Burnt Paw’s lyrics and song titles are also referential, drawing on various Celtic images and mythologies around distant ‘shores’, magical ‘stones’ and ‘hollow caves’. Though he notes Walt Whitman as an influence, the album also has a fantasy feel to it, though probably more in the melancholy mode of Ishiguro’s The Buried Giant than in the vein of any Tolkienian epic.
But he also forges his own loose, vaguely mysterious narrative. On the first track, a character called ‘Catherine’ has an ‘ambition to become a mountain wolf’, and when on penultimate track Fire Maidens he sings ‘we left our bones to the wolves / do you have the strength to return the gaze to the fire maidens’ you wonder whether she succeeded. Feminine notions of life and death – whether that’s ‘fire maidens’ or Catherine – also recur.
These two tracks, in particular, can in many ways be seen as containing the essence of the album’s narrative. Beginning with Diamond Fire, he hears a hawk’s call ‘deep in my bones’, this call being ‘the diamond fire’ which also calls Catherine to become the mountain wolf. By the time we get to Fire Maidens, in an apocalyptic setting where ‘four riders came from the land’, he sings:
‘we left our skins by the side of the road
we left our bones to the wolves
do you have the strength to return the gaze
of the fire maidens?’
What his narrative seems to encapsulate is a journey from his hearing the call of life to his coming to terms with death, a journey he invites us to join as the first person singular of the first half of the album makes way to a collective ‘we’ in the second.
On the tracks in between, the message is to enjoy the journey for what it is, our lives borrowed as they are and therefore impermanent – a ‘fire’ which will eventually flicker out. This message is most arrestingly conveyed on one of the album’s standout tracks, Amber Cave, where a journey to find the titular destination never comes to fruition, but it’s the things he picks up along the way that he keeps, namely ’a rusted spade, an emerald sword, and a mask of jade’.
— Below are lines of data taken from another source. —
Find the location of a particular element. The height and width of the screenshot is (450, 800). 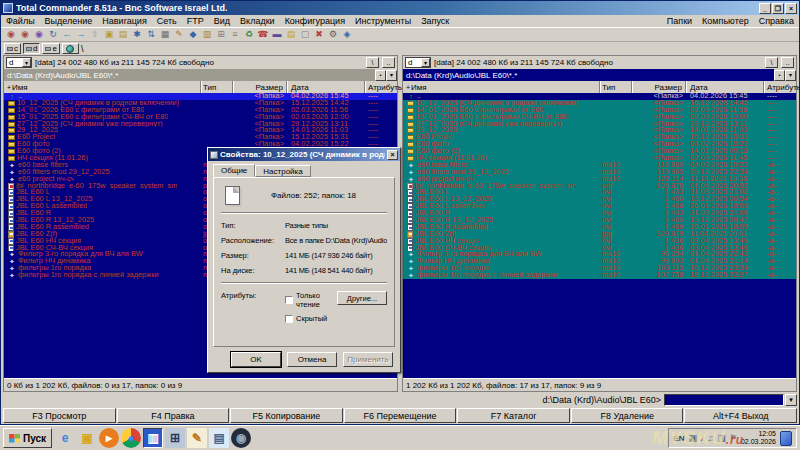

menu-item: Файлы is located at coordinates (20, 21).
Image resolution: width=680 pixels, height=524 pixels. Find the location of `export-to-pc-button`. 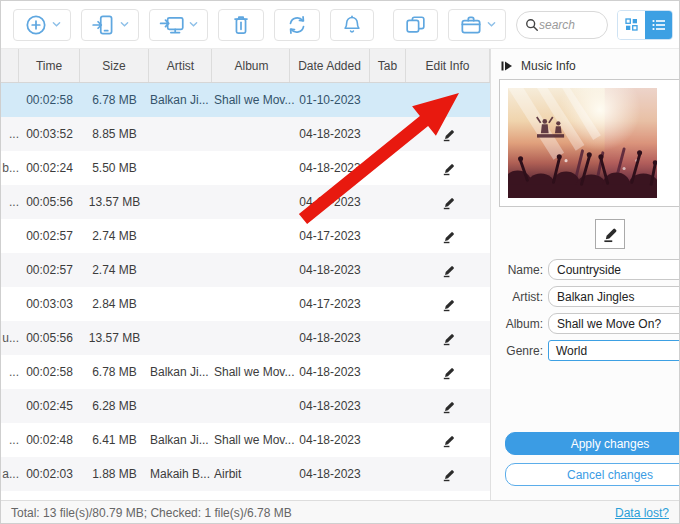

export-to-pc-button is located at coordinates (178, 25).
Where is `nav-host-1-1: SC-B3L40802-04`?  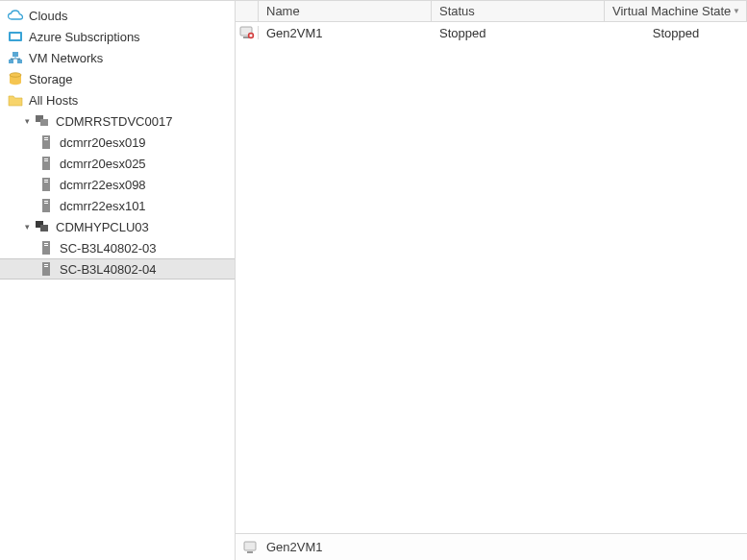 nav-host-1-1: SC-B3L40802-04 is located at coordinates (117, 269).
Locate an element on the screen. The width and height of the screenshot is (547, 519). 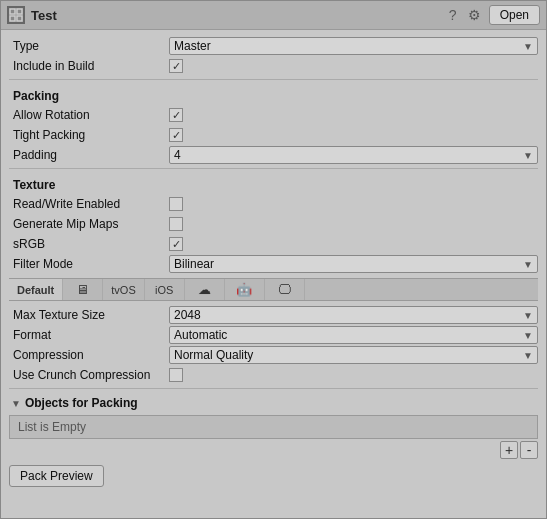
allow-rotation-row: Allow Rotation is located at coordinates (274, 115).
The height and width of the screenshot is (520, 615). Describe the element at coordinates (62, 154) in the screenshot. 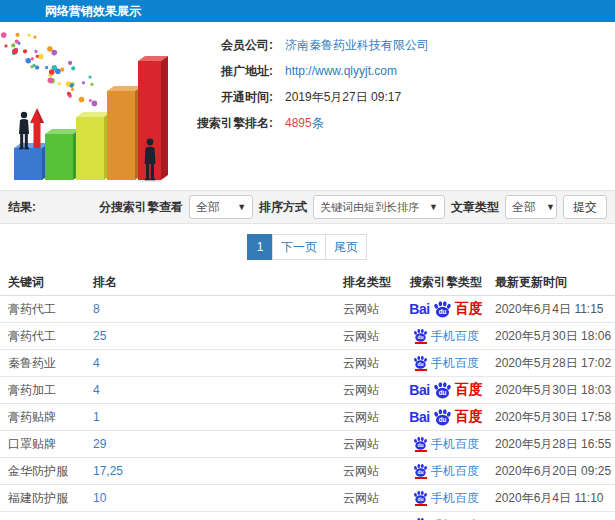

I see `bar-green` at that location.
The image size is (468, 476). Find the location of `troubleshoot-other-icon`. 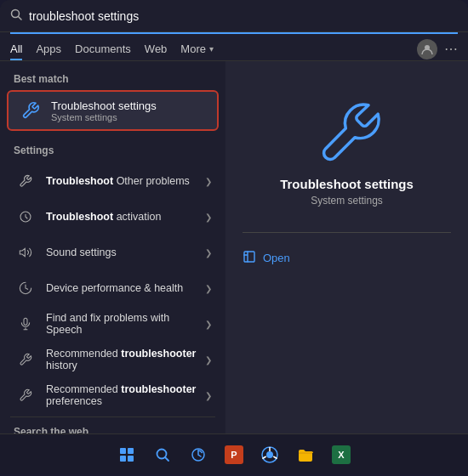

troubleshoot-other-icon is located at coordinates (26, 181).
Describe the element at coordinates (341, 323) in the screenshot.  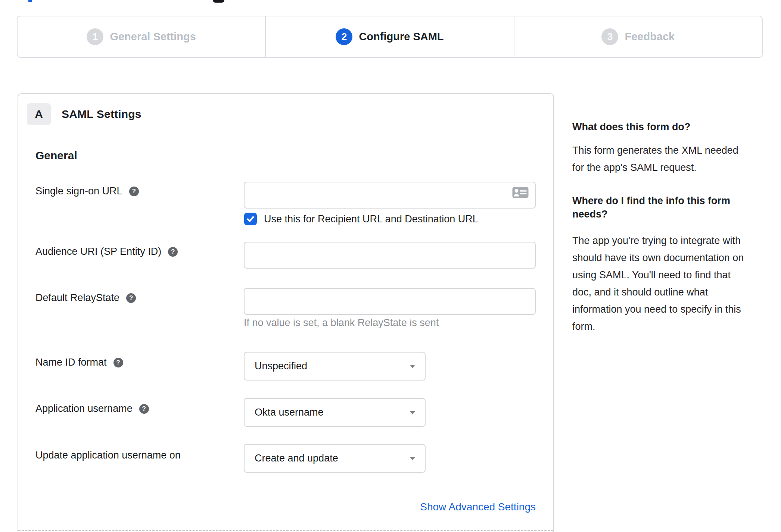
I see `relaystate-hint: If no value is set, a blank RelayState i…` at that location.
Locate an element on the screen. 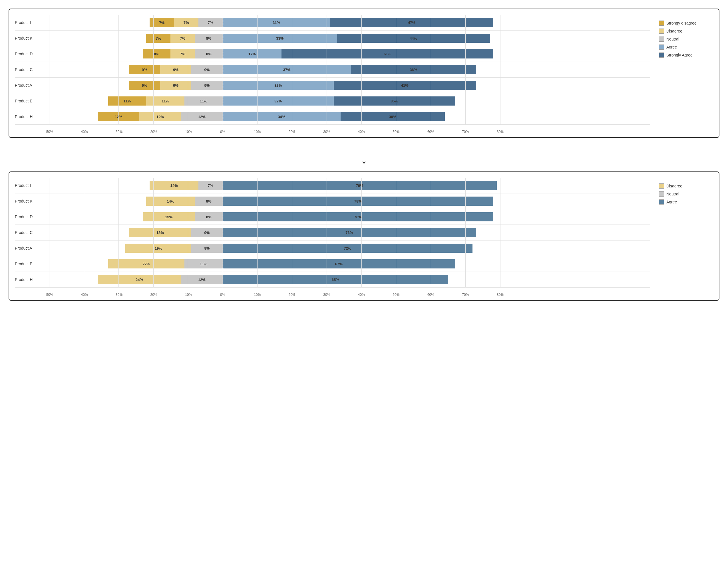  chart2-legend: DisagreeNeutralAgree is located at coordinates (682, 193).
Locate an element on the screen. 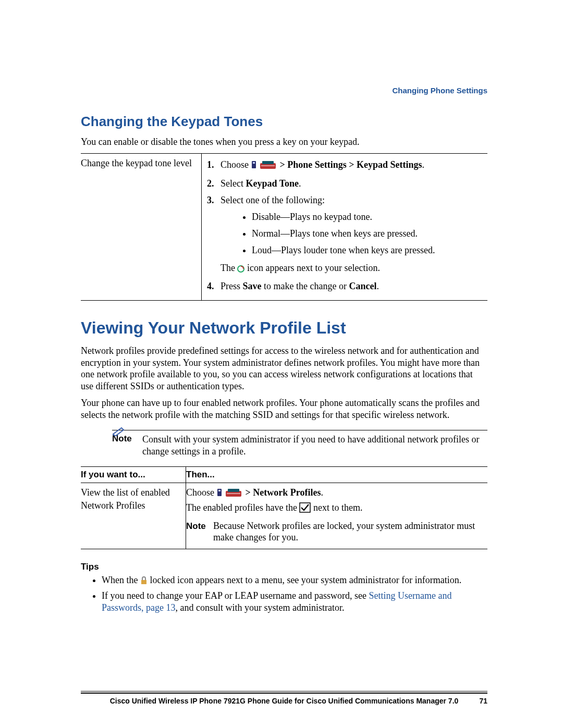  keypad-procedure-table: Change the keypad tone level Choose > Ph… is located at coordinates (284, 227).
There are a couple of moments where the lyrics veer towards cliche, such is the preponderance with well-worn mythic imagery and the oft-told journey through life and death, but fortunately, his guitar playing compensates. On Arthur’s Seat, for instance, wondering about seasons in ‘the hills of no return’ is given a deeper melancholy by a mournful piano that quietly caresses the mournful guitar, which itself subtly shifts with the thumbed bass string of the chord changing around the halfway mark, giving it a warmer resonance. On Field in Albion, the guitar playing compellingly shifts in pace and tone around the Whitmanesque mutterings about being ‘wiser than acorns’ but ‘poorer than the sparrows’ – whatever all that means.
Overall the album’s message is one of peace, or more accurately, peacefulness. On the irresistibly pretty instrumental tracks Sacred Grove and Emanations he even reaches a level of transcendence. As he strums hopefully on the closer Silver Antlers, his journeying is absorbed into a lunar abstraction, the moon being ‘a crown of silver antlers to illuminate the drowning road’.
On his Bandcamp page, he says that the album was ‘born on the side of a hilltop under a ruined tower below a silver crescent’, and the accompanying artwork points to the album’s grasp to the permanence of the moon, stars and sun beyond our borrowed lives. Indeed, ‘Lunar Vortex Incantations’ is unapologetically pagan in its motifs, but in referring to such innate, almost prehistoric versions of wonder, Burnt Paw does indeed generate a sense of mystic awe. As he notes in his Bandcamp address to the listener, ‘moon blessings’ to us all indeed.